For
Andy Godin, 20 years as a combat engineer on missions to Cyprus,
Croatia, Bosnia and Herzegovina, Macedonia and Kosovo had taken its
toll. Returning to Canada to serve as a warrant officer responsible for
more than 40 military and civilian personnel, he says he ended up in
such dire straits he was at the end of his military career “just
counting pencils.”
“Soldiers are trained to be task-oriented
with the mission before all else,” says Godin. “With that singular
focus, stuff piles up only to explode later. When my service ended, I
had no idea what the hell everything else was. Normal life was strange.”
Godin
was diagnosed with post-traumatic stress disorder (PTSD), an anxiety
disorder that is often accompanied by deadened or volatile emotions,
flashbacks, nightmares, depression, anxiety, rage, insomnia and
substance abuse. In recent years, as more becomes known about the
disorder, the military has taken further steps to support soldiers with PTSD or operational stress injury with counselling and peer-support groups.
After
Godin was diagnosed, his doctor, psychiatrist Dr. Janet McCulloch,
suggested neurofeedback, a treatment that measures and affects brain
activity. “I thought it was something out of a ‘sci-fi’ novel, but I had
not much else going for me. I was desperately ill,” says Godin.
Godin
says neurofeedback has “cut the edges off the bad times” and although
sometimes he can still feel negative emotions coming on, he now can pick
up the signals and is able to “slow it all down before going off the
deep end again.”
In Kingston, treatment of
post-traumatic stress disorder is changing in a remarkable way.

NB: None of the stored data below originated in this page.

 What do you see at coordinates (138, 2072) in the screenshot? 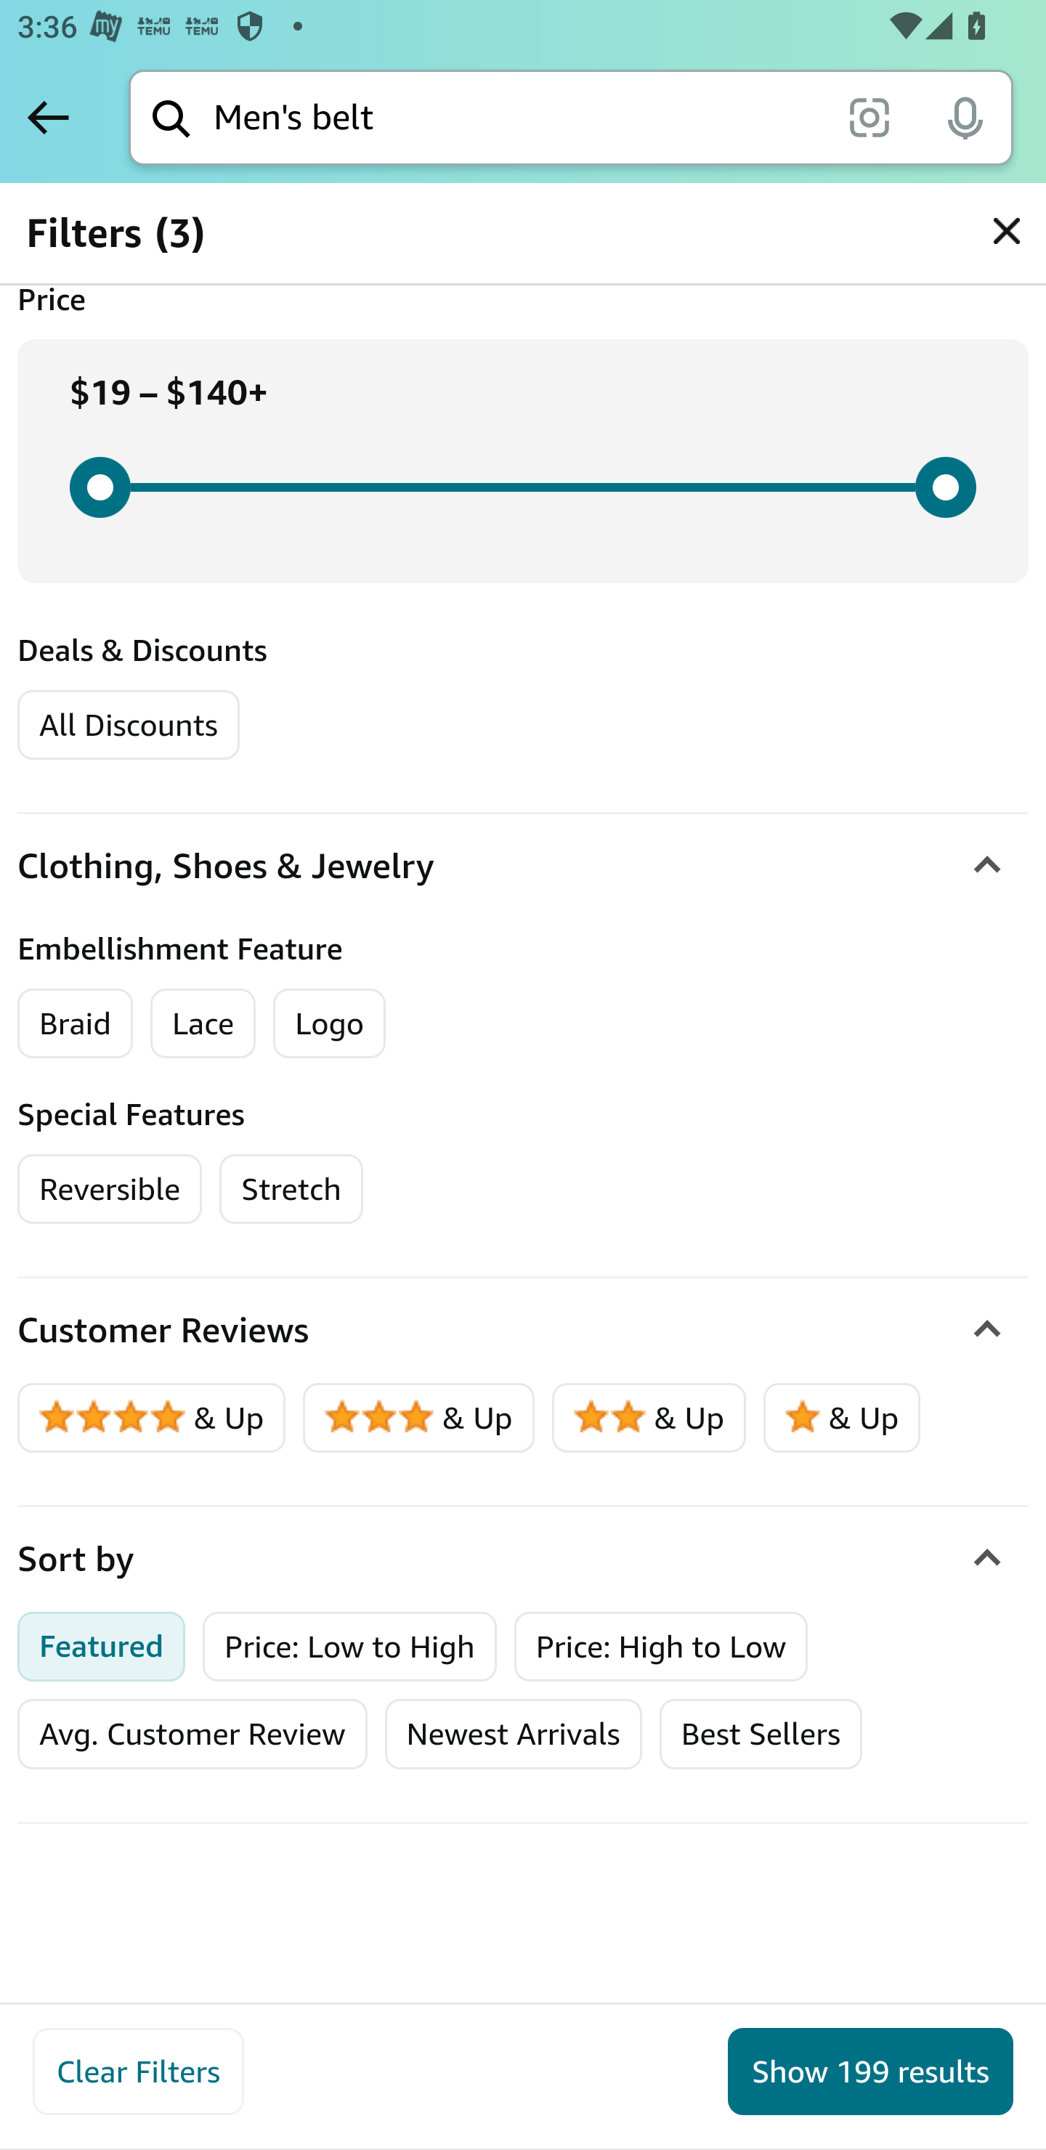
I see `Clear Filters` at bounding box center [138, 2072].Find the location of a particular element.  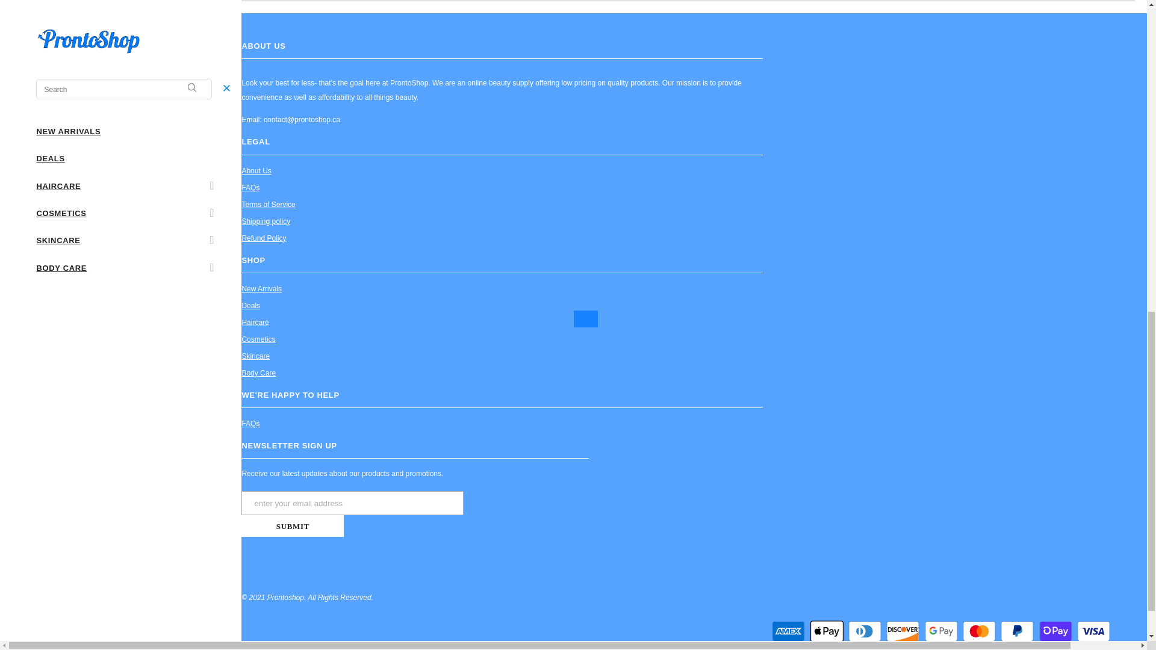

Nestled
in behind the HSBC Bank on Princess Street, the Kingston Institute of
Psychotherapy and Neurofeedback (KIPN), operated by psychiatrists Dr.
Janet McCulloch and Dr. Linda Beckett, has been utilizing the
technology of biofeedback in a 21st-century application, offering a type
of fitness workout for the brain.
In the clinic’s seven
training rooms, patients relax in recliner chairs as technicians fasten
electro-encephalogram wires to various points on the scalp and ears to
“capture” brainwave patterns, which are fed to a computer. That
information is then displayed back to patients as they listen to music
and watch fractals displayed on a screen. When the computer detects
turbulent brainwave patterns, the patient will hear sounds akin to the
needle-skipping sound of static on old-fashioned vinyl records.
“When
the patient hears this static, they are alerted to the turbulence and
automatically adjust their patterns,” says Dr. Janet McCulloch. “It is
not unlike if you are driving along on the highway and you drift into
the rumble strips and automatically correct your lane orientation.”
This
new approach is the result of recent neuroscience research that shows
brainwaves can be altered through practice and repetition. “We no longer
see the brain as hard-wired in a way that is permanent. Now, the brain
is seen as a neuroplastic organ, capable of changing its own pathways
and structure,” says McCulloch.
According to Dr. Linda
Beckett, the brain is amazingly adaptable. Researchers have found that
for any given situation, the brain exhibits a normal brainwave pattern.
Healthy and regulated nervous systems will react with the appropriate
patterns. A person experiencing a variety of psychological or
circumstantial difficulties may not have a regulated brainwave response,
something called dys-regulation. Neurofeedback addresses problems of
brain dys-regulation, an underlying cause of many complaints MORE.